Climate, culture, and human resilience at the end of the Age Ice
Researcher: Katelyn McDonough, assistant professor, Department of Anthropology
Summary: This project addresses major debates about when people first arrived in North America and how they survived rapid climatic change at the end of the last Ice Age (ca. 14,000–8000 years ago). Long-standing models once portrayed the earliest populations as highly mobile big-game hunters arriving ~13,000 years ago, but recent discoveries in the Pacific Northwest reveal earlier occupations associated with different technologies and foodways. Despite these advances, little is known about how they adapted to rapidly changing landscapes because few early sites from this period preserve detailed evidence of daily life. The Connley Caves in Oregon are a rare exception, preserving ancient campfires, stone tools, and plant and animal remains representing one of the most continuous records of human activity in the Americas.
Building on more than a decade of excavation and research, this project will examine how changes in vegetation and animal communities shaped human diets, mobility, and cultural practices across millennia. The project engages in a collaborative archaeological field school with the Confederated Tribes of Warm Springs. The project will generate critical data and strengthen partnerships, laying the groundwork for a competitive proposal to the National Science Foundation. By documenting long-term human resilience to climate change, this project provides urgently needed, deep-time perspectives on sustainability while training students and advancing respectful, collaborative research with Indigenous communities.
Refinement and validation of the social emotional inventory (SEI) for transition-age students with disabilities
Researcher: Kyle Reardon, assistant research professor, Department of Special Education and Clinical Sciences, Secondary Special Education and Transition
Summary: Students with disabilities face persistent challenges transitioning from high school to postsecondary education, including inadequate planning and limited access to supports. Social-emotional competencies such as self-management, social awareness, and responsible decision-making are critical predictors of postschool success, yet schools lack validated, accessible tools to measure these skills during the transition period.

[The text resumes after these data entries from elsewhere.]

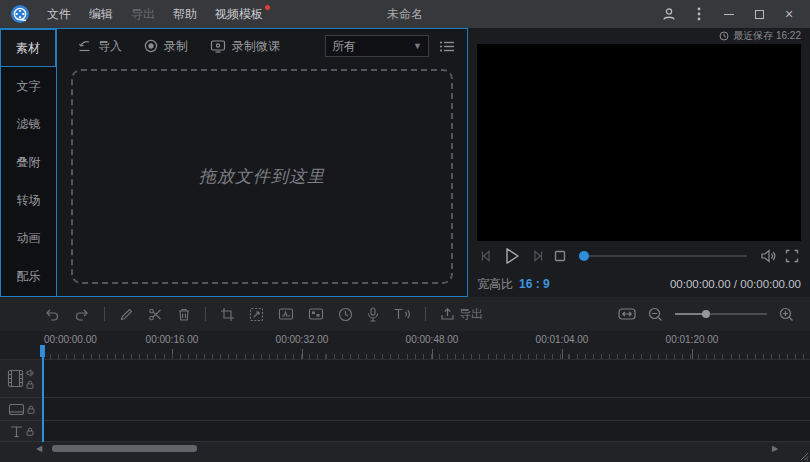 This screenshot has height=462, width=810. Describe the element at coordinates (402, 314) in the screenshot. I see `text-to-speech-button` at that location.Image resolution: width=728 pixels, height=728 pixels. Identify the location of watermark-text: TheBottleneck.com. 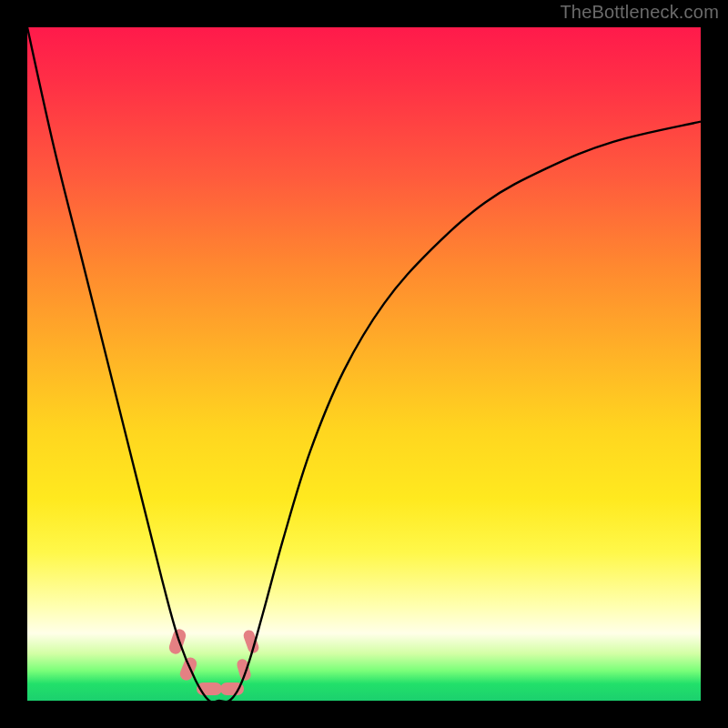
(639, 13).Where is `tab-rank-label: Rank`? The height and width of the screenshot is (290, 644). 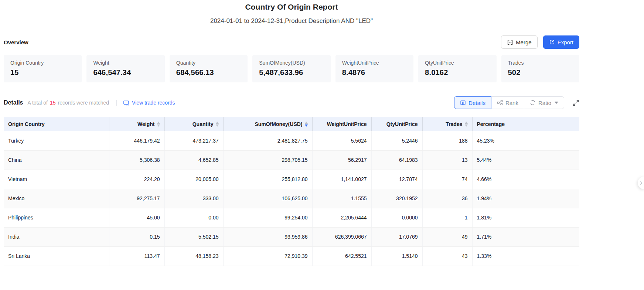
tab-rank-label: Rank is located at coordinates (512, 103).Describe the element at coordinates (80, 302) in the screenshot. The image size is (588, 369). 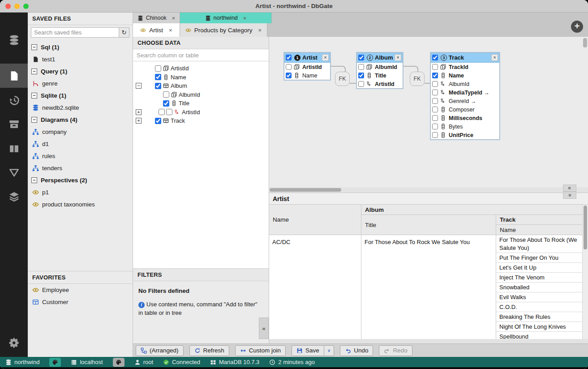
I see `favorite-item-customer: Customer` at that location.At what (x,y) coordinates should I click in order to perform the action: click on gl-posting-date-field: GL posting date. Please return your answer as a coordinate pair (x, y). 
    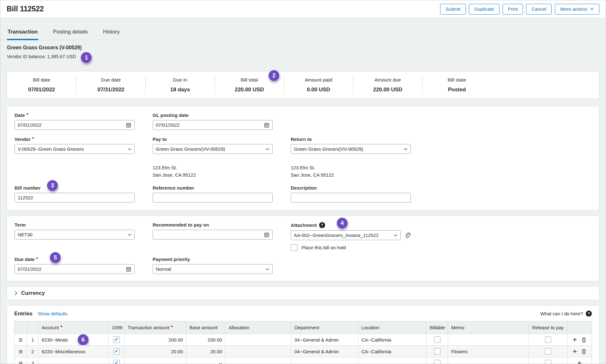
    Looking at the image, I should click on (213, 121).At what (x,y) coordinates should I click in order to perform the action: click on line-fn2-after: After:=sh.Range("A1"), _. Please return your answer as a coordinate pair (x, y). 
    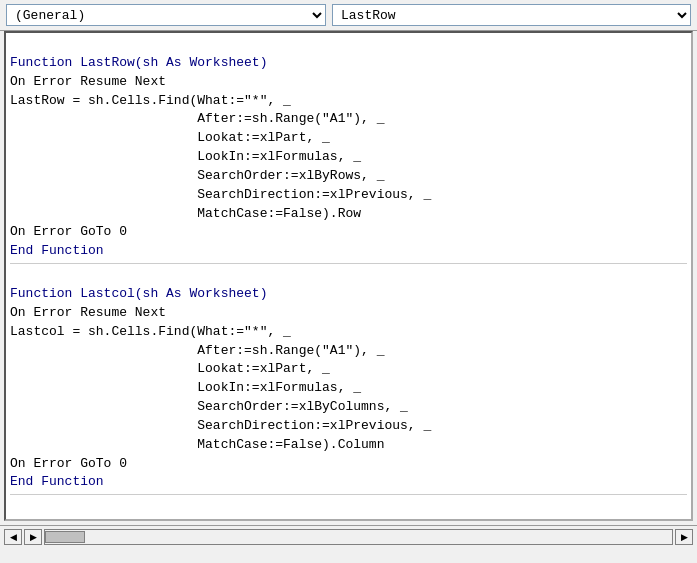
    Looking at the image, I should click on (197, 350).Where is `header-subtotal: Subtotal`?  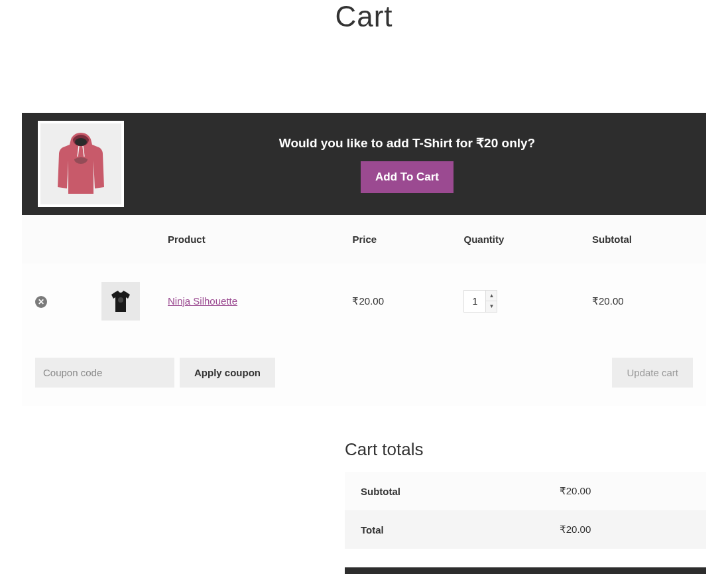
header-subtotal: Subtotal is located at coordinates (642, 239).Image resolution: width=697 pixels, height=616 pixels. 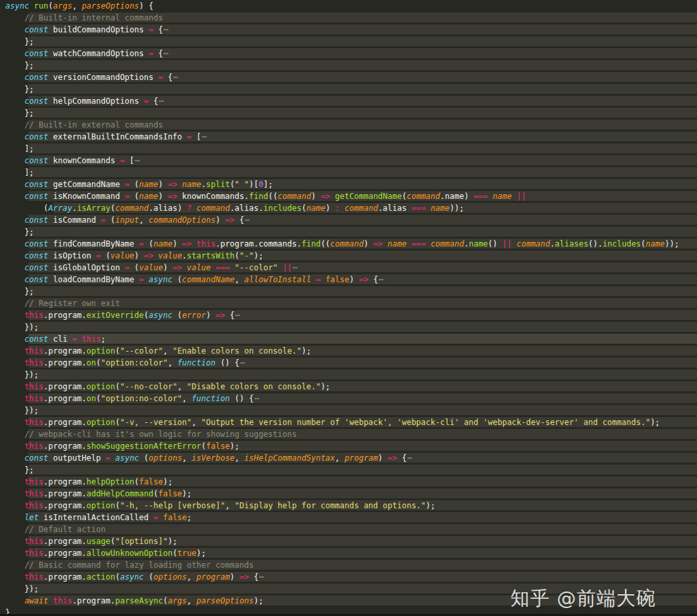 What do you see at coordinates (348, 256) in the screenshot?
I see `code-line: const isOption = (value) => value.starts…` at bounding box center [348, 256]. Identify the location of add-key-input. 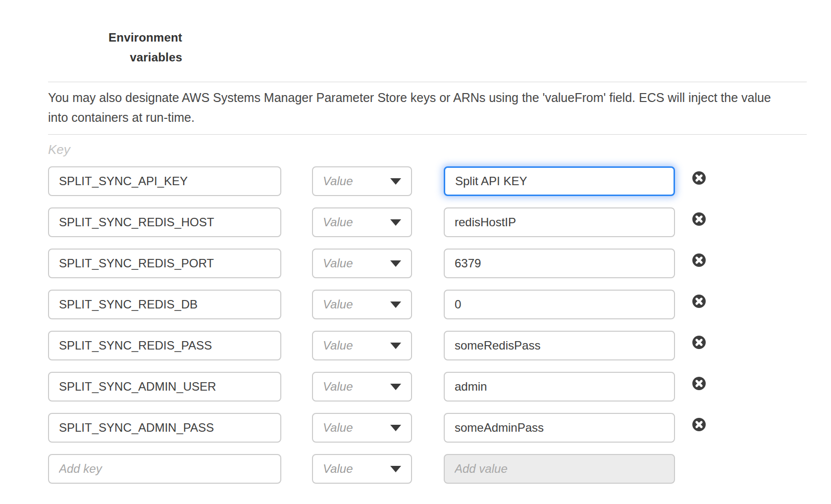
(164, 469).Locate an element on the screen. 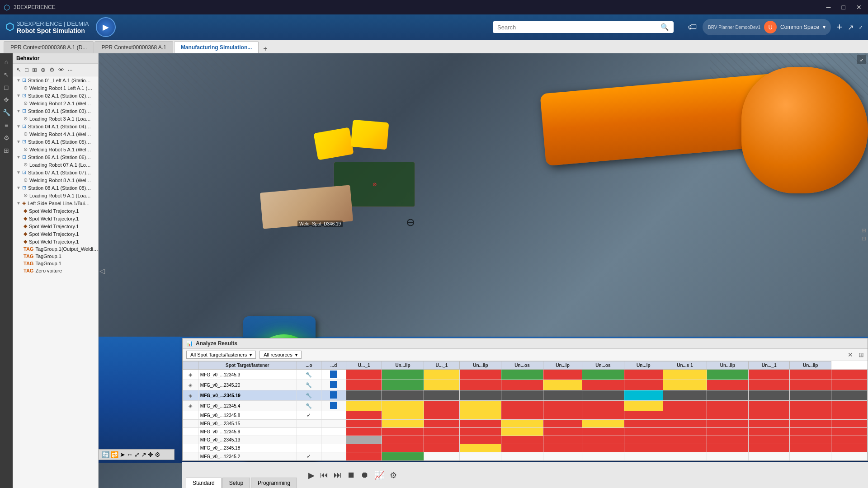  table-row: MFG_v0_...12345.2✓ is located at coordinates (525, 456).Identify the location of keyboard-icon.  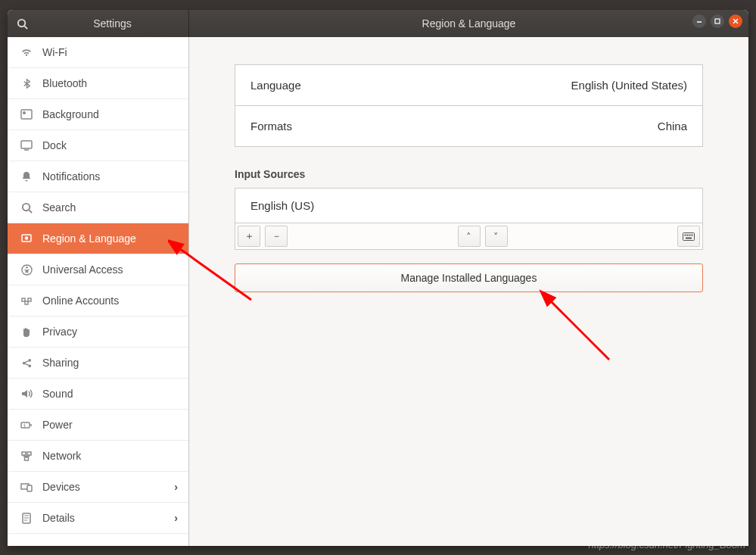
(689, 236).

The proposed project addresses this gap by validating and refining the Social Emotional Inventory (SEI), a psychometrically rigorous and externally owned assessment designed for transition-age students with disabilities. The findings will inform refinement of the instrument and support proposal submission to the National Institutes of Health. By operationalizing evidence-based predictors of college readiness, the SEI will enable educators and transition specialists to identify social-emotional strengths and needs, design individualized supports, and promote resilience during a critical developmental stage.